Post-Christmas downer

Published 12:32 pm Saturday, May 9, 2015

by James Harrell

The airline has been expanding for the last several months. A hundred or more pilots have been hired, trained and released to line operations. Consequently, new, expanded flight frequencies have increased my opportunities to be more selective in choosing a monthly schedule. I have managed to have Christmas Day off with my family. Still a relatively new employee, I’m happy to have such choices.

This month, December, has been filled with flights to Chicago, overnight, and return to Los Angeles the next night. Departure times and return times are not the most desirable, but it’s a schedule that I can easily live with. The flight leaves in the afternoon, undergoes the two hour time change and arrives in Chicago around dusk. Then we stay over and depart the next night for the return trip, arriving back in Los Angeles just after midnight. It’s this part that makes more senior pilots avoid the schedule.

Two days after Christmas, we depart Los Angeles to the west at our scheduled time, make the slow turn around Long Beach, and settle in for the 1,800 miles ahead. The first hour and a half will be at flight level 290, meaning our altimeter will be set at a standard 29.92 inches of mercury and it will indicate 29,000 feet. That keeps aircraft separated by 2000 feet and everybody’s altimeter will be set to a standard. All that was worked out many years ago when aircraft started using high altitudes on a regular basis. Flight safety is utmost in airline operations.

Our aircraft is scheduled to cruise at .84 mach, or a little above eight-tenths of the speed of sound at that specific altitude and temperature. It is our normal cruising speed and we’ll stay at flight level 290 for at least an hour, when our weight will permit us to maintain .84 mach at a higher altitude. Generally, the higher the altitude, the more efficient the engines. The skies are also smoother, generally.

We know that Chicago has fog in the forecast, preceding a frontal boundary. We have a required alternate, just in case. As we pass Denver, I check current and updated weather for Chicago and it’s getting nastier. The weather at our alternate is getting nastier as well.

About an hour from landing, we get a notice about a holding pattern in the Chicago area because of greater time requirements for longer landing intervals. Our projection of fuel burn and endurance doesn’t fit what we’re hearing and I am given the task of finding a new alternate. The two pilots have their hands full with flying the aircraft. Radio traffic is heavy and it takes all my concentration to talk to our dispatcher, through a “radio patch.” It takes awhile.

The new alternate, Indianapolis, is acquired and we decide to land there, refuel and return to Chicago with enough fuel to hold for an extended period if necessary. Indianapolis is about 30 minutes beyond Chicago and we should be able to land, refuel and be back in the air in about a half hour.

All goes well with the plan. We’re back over Chicago, working our way through traffic to a landing. The fog has not gotten worse but many of the flights that were scheduled to land had to go to an alternate for fuel also. We’re on the leading edge of the return group.

During the approach and landing, we become aware of a different atmosphere on the radio chatter. It’s barely noticeable, would be unnoticed by anyone other than professional pilots. It’s subdued, hushed even. After landing, during the taxi to our gate, we can see the flashing lights of a large number of emergency vehicles going and coming through the fog.

We learn that a North Central Airlines flight has crashed into one of the hangars on the field. The aircraft was almost inverted when it hit. We are a little subdued by this report.

Newscasts are full of interviews and on scene reporting. It seems the aircraft smashed into the hangar doors, behind which a musical marching group was practicing. By some miracle, some passengers survived. A few of the marching band were injured; some seriously. Our layover in Chicago is mostly somber; an aircraft accident is strongly felt in the airline community. The flight crews from North Central that layover in Chicago are also at our hotel. We’re community.

I feel for the loss of the families of those that died in the plane crash in Chicago. As those who have gone before me, both in the military and civil aviation worlds, I try to put the tragedy behind me, concentrate on the task at hand and say a little prayer of thanks.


Exercise instructions:
Find each line of the entries with the string "latissimus", please, and copy it.

---- The input

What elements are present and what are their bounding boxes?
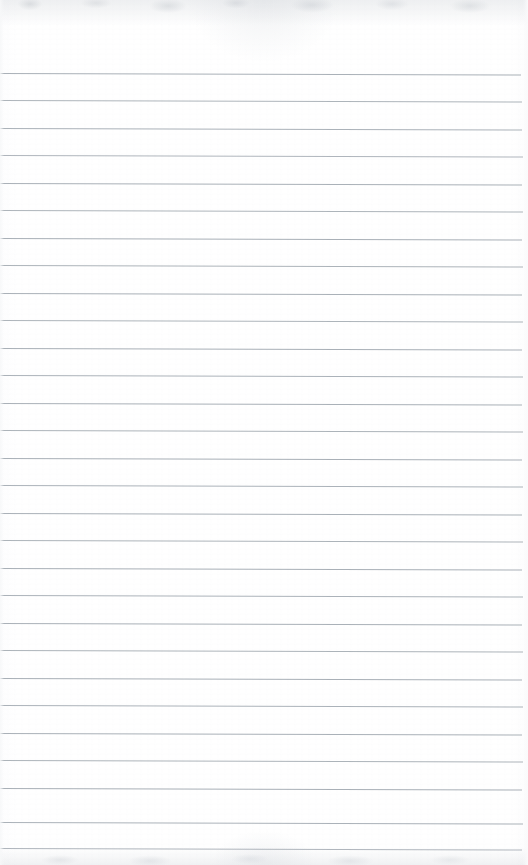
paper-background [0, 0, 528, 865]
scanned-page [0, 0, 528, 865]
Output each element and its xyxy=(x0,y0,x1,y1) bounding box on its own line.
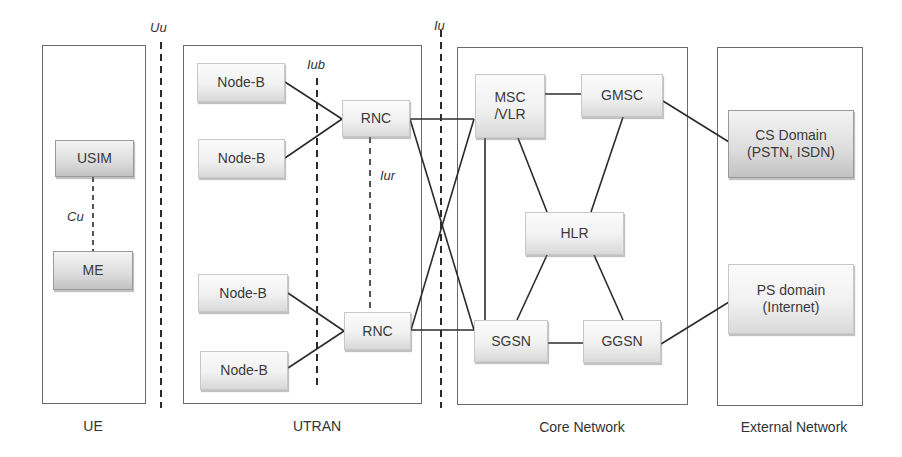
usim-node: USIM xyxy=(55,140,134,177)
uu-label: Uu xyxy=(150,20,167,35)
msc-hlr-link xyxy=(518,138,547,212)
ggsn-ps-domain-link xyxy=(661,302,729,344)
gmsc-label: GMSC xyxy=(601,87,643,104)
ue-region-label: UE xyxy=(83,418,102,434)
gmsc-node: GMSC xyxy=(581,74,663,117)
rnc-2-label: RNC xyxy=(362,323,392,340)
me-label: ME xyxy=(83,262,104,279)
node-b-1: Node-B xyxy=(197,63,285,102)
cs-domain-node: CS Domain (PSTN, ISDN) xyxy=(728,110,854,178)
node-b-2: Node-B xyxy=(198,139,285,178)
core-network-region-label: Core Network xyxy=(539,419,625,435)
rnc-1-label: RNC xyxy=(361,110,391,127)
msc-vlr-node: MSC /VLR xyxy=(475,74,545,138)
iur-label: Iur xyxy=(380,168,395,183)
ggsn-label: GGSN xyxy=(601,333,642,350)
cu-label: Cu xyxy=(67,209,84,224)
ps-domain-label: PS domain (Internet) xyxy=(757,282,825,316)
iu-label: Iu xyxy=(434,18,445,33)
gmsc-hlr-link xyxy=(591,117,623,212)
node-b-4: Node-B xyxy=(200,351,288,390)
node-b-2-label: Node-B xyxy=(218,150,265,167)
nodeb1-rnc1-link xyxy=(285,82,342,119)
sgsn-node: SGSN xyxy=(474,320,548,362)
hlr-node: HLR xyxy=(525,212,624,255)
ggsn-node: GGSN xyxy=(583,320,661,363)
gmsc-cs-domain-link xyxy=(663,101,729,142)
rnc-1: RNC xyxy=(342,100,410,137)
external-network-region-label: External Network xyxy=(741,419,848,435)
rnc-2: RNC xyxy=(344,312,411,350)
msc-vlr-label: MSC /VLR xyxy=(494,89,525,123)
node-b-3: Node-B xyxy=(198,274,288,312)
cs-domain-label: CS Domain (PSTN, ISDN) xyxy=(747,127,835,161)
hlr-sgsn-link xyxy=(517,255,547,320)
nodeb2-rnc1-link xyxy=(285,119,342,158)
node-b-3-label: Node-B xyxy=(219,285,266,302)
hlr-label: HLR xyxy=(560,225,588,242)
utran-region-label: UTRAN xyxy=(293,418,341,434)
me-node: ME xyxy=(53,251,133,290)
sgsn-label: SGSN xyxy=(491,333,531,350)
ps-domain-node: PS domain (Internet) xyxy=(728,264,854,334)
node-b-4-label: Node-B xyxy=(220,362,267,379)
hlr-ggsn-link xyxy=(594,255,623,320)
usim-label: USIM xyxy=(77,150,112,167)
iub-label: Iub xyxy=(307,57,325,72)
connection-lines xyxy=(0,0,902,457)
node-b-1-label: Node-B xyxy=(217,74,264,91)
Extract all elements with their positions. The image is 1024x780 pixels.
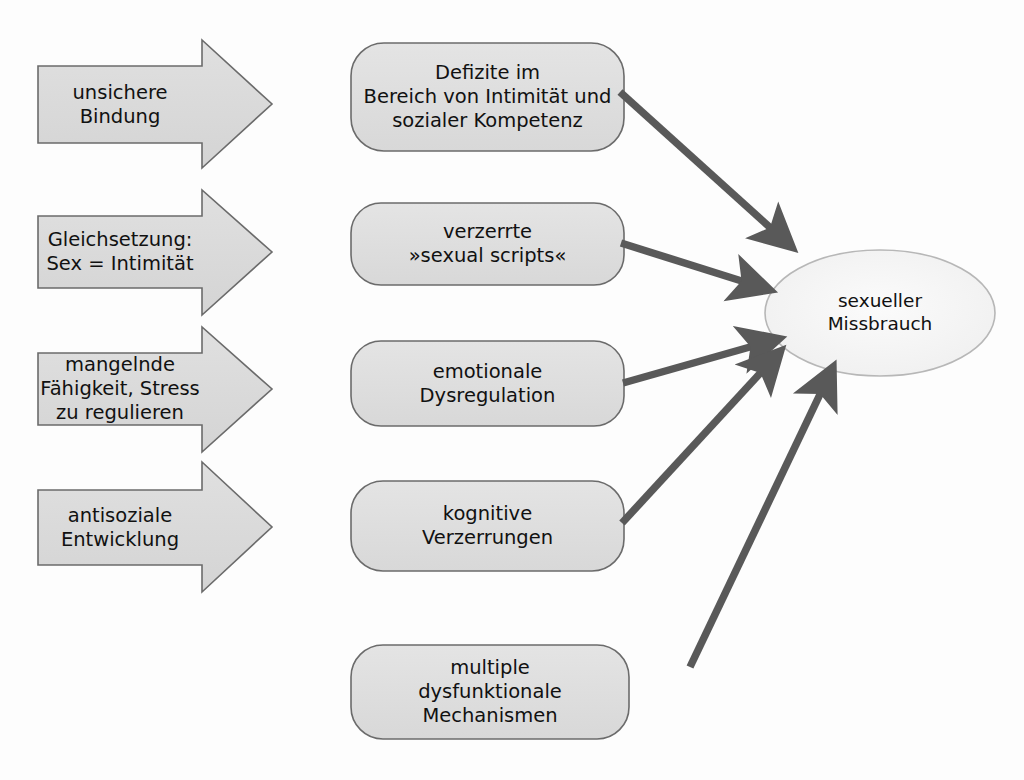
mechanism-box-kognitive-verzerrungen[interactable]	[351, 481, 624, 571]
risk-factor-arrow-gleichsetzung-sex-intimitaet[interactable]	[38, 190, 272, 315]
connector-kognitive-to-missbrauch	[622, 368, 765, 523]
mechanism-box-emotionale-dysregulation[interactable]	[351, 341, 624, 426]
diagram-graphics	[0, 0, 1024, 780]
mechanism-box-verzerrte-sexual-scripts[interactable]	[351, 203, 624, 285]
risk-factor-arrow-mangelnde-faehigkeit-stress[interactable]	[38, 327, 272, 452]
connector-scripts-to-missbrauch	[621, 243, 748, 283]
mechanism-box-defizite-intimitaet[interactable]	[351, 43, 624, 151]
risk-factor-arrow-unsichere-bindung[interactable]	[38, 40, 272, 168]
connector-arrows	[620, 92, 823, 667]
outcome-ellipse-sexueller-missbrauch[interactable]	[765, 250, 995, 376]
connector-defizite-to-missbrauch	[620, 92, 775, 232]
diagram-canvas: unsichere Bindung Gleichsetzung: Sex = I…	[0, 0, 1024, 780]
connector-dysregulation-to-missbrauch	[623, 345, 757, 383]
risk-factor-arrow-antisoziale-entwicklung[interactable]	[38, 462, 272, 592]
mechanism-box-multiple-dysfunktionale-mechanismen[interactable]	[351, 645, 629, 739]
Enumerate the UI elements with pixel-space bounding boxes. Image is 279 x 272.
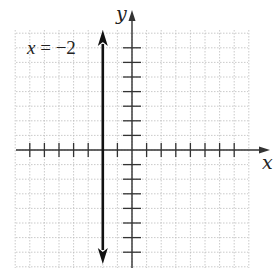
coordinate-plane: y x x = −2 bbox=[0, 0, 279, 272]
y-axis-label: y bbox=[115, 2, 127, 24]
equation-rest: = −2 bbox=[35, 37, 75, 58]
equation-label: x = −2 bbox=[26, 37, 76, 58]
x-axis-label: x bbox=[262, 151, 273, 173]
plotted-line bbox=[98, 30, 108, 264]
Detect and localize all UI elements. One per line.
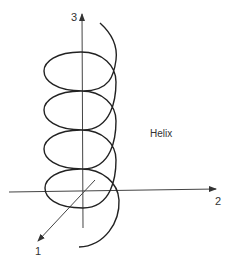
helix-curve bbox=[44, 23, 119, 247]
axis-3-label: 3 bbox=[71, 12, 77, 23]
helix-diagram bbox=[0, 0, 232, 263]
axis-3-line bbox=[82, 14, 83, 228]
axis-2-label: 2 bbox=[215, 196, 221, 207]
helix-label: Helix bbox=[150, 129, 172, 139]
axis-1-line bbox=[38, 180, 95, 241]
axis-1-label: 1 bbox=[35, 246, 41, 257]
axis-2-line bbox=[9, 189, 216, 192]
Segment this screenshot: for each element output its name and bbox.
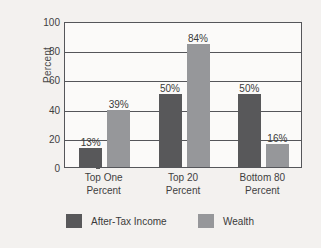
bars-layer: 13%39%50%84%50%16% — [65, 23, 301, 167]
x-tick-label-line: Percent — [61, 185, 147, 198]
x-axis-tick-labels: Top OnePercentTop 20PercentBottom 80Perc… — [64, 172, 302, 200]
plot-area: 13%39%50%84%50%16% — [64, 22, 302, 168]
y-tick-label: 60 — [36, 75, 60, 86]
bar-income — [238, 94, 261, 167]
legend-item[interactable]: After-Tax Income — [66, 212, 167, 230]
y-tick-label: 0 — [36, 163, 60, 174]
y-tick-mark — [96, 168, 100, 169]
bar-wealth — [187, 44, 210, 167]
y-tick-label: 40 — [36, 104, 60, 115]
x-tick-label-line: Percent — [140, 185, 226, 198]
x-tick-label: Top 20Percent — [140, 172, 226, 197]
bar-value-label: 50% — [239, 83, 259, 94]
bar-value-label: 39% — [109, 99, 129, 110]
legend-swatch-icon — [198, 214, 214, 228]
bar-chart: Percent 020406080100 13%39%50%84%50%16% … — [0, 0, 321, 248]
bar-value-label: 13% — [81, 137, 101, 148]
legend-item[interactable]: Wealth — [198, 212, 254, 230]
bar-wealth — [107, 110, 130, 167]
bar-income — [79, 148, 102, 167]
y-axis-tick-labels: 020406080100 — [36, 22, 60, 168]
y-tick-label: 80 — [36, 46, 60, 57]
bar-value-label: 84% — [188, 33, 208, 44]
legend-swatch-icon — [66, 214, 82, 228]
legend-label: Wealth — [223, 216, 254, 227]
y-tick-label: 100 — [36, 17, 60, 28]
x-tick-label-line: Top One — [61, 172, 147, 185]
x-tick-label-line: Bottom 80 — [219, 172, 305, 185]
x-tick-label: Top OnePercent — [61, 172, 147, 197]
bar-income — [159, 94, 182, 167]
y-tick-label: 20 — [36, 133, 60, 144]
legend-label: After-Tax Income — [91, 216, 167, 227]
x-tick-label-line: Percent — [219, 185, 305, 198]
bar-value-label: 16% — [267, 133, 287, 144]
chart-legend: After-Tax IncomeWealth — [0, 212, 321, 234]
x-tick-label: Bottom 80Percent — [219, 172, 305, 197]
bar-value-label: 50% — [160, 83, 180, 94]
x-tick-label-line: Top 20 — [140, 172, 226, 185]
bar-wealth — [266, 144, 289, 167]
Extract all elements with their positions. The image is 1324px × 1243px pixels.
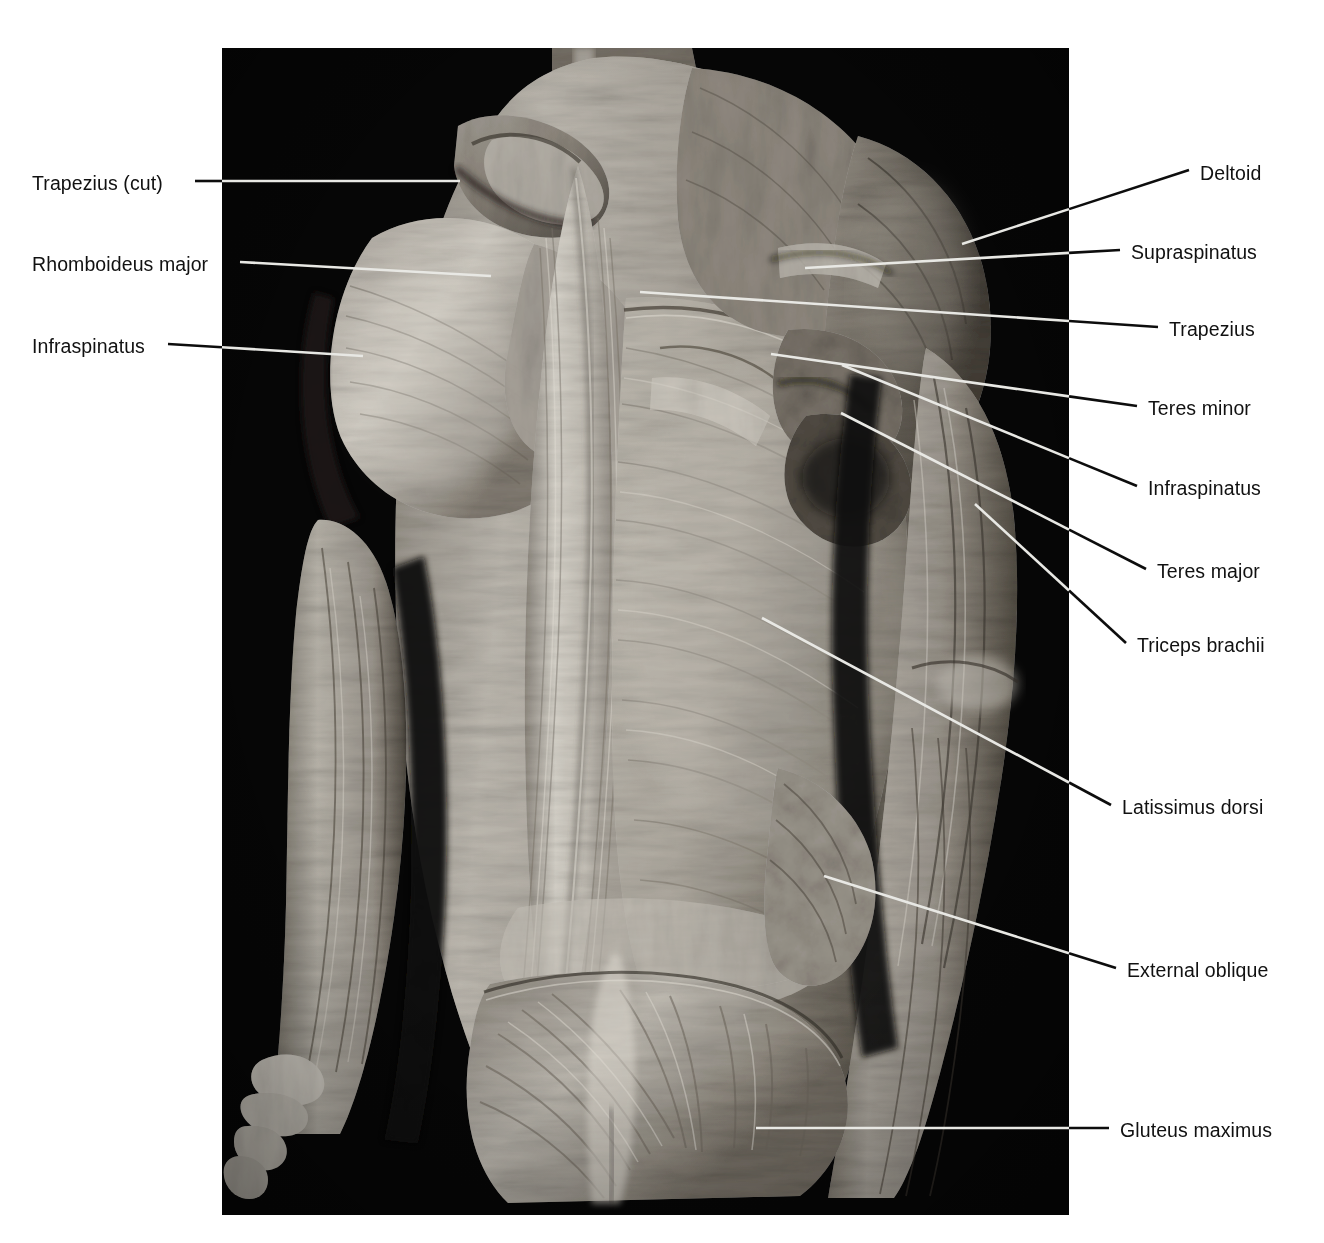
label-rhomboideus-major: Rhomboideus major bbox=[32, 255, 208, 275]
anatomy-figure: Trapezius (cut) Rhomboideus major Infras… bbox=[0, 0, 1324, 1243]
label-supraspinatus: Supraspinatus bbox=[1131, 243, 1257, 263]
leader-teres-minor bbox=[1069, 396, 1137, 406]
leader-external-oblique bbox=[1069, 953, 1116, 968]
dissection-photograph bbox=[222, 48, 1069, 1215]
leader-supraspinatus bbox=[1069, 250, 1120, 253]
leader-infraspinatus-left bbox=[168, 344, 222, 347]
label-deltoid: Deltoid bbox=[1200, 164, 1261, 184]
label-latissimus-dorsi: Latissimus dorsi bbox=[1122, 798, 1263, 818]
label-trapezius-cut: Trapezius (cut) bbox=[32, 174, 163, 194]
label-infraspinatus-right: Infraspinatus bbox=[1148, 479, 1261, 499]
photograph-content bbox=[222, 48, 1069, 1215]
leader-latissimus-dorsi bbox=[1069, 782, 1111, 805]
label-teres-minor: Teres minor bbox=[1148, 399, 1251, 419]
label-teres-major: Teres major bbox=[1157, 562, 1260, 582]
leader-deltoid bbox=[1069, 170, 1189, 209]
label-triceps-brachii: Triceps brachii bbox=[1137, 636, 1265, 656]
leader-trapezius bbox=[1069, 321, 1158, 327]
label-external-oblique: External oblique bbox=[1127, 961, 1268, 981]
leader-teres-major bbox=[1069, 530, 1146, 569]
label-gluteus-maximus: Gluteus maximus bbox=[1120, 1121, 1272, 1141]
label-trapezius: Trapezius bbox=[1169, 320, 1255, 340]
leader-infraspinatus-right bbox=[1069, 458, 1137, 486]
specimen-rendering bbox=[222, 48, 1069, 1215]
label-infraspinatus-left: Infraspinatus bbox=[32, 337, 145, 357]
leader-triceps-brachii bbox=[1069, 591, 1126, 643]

--------

Expected answer:
label-latissimus-dorsi: Latissimus dorsi bbox=[1122, 798, 1263, 818]
leader-latissimus-dorsi bbox=[1069, 782, 1111, 805]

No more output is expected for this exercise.